“Don't you like it?”

“It's a very nice name, for some people,” he said guardedly.

“You don't like it. Why?”

There was no evading the directness of that demand. “I never knew but one girl named Carol,” he said. “She squinted.”

“What of it? I don't squint. Do I? Do I? DO I?”

With each repetition of her defiance she took one step nearer him, until at the last she was fairly standing on tiptoe under his nose. Cyrus the Gaunt looked down into those radiant eyes that grew wider and deeper and deeper and wider, until his heart, which had been slipping perilously of late, fell into them and was hopelessly lost. “Do I?” she demanded once more.
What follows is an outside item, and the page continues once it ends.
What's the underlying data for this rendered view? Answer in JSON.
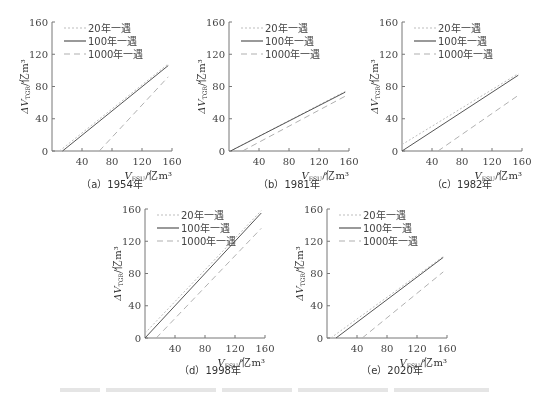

Cyrus responded with a loud yell. Inappropriate as the outcry was, it saved a situation becoming potentially dangerous, for not far below those luminous eyes was a dimple that flickered at the corner of a challenging mouth; unconsciously challenging, doubtless, yet—And then Fluff, opportunely descrying her imaginary butterfly on the side of Cyrus's trouser-leg, made a flying leap and drove ten keen claws through the fabric into the skin beneath. Her mistress dislodged the too ardent entomologist, and apologized demurely.

“You see,” said she, “you've become an intimate of the household. When you're too busy to come and see us, Fluff and I will peek out and admire you as you go plunging past on your irresistible course.”

“It's going to be a lonely job,” said Cyrus the Gaunt wistfully, “compared to this one.”